Yesterday evening it hailed again and possibly when I go out today I'll discover that the rose season has been hastened toward its close. It wouldn't be tragic (unlike the hail-destroyed cherry season) as I've been living intimately with my roses for several weeks now, possibly the most intense rose season I've ever experienced. Most of my time in the garden I've been working. With my new experiment of letting annual grass grow in all the beds, I've had a lot of grass cutting with shears to do, where the yard-high grass flopped over and buried other plants. More recently it occurred to me that I needed to begin my annual job of mapping the various sections of the garden while the roses are still in bloom and identifiable; and I've been looking closely at some of my mystery roses and writing descriptions and making little drawings of buds, flowers, and thorns.

During these tasks I stop frequently and look at my roses. Back in 2007 and 2008 I made large orders of once-blooming old roses from specialist nurseries: quantities of Gallicas, Centifolias, Damasks, Mosses, and a handful of the less numerous Albas. In two years I added about 120 varieties to the garden. I'm still getting to know what at the beginning was an amorphous mass of pink, purplish pink, magenta, stripes, and white, but the roses meanwhile have reached their maturity. There is nothing more sumptuous, in a friendly way, than a garden of once-blooming old roses, with their lush informal foliage and their thousands upon thousands of blooms. The air is sweet with their fragrance, and I like to rub buds and stems and smell the varied scents of the glands which add another dimension of odors. This has been a good year, in spite of the wild swings between hot and cold that have characterized 2012; during the spring the excesses in temperature seem to have balanced themselves out, and although we've had hail, we've also gotten good quantities both of rain and of sun. The beetles have been a plague, but this is not quite Paradise, though at times it gets close.

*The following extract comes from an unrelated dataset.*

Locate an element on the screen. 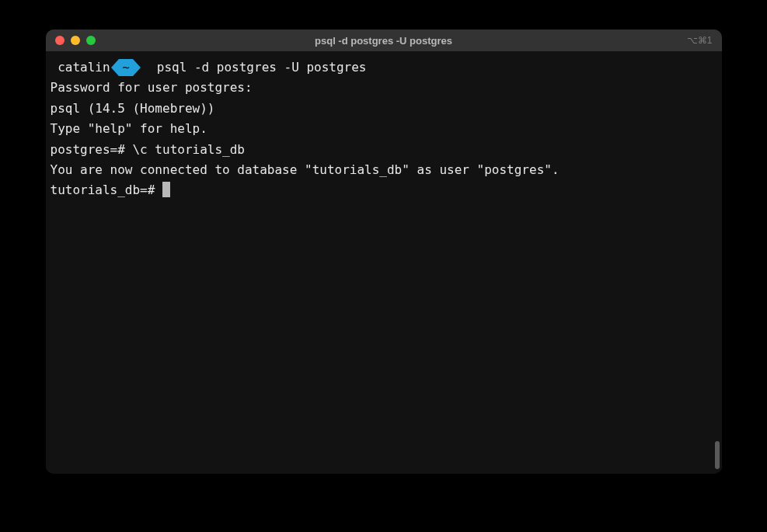 Image resolution: width=767 pixels, height=532 pixels. traffic-lights is located at coordinates (75, 40).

I'm beginning to understand why the Gallicas were the garden roses supreme until the oriental kinds came along, and why they were bred in such numbers. A few days ago I cut some flowers for a bouquet for the kitchen table: 'President de Seze', 'Rosa Mundi', 'Tuscany Superb', 'Belle sans Flatterie', all growing on the escarpment just below the house. How full, how beautifully shaped, how fragrant, what richness and variety of colors; and they've lasted well by my relaxed standards. In my garden these are the easiest roses in the world to grow. Once they've been planted and watered the first year, after that I cut the grass when it gets too tall, and prune them in the winter, when I also check for obnoxious tree seedlings. That's all. I've felt before that during the height of rose season I'd love to go and live in the garden, and who knows, when the young trees and shrubs finally get some size on them and cast significant shade, perhaps I'll do so. Right now it gets too sunny and hot. But I've spent many many hours, many days, outside, drawing the garden in through the very pores of my skin.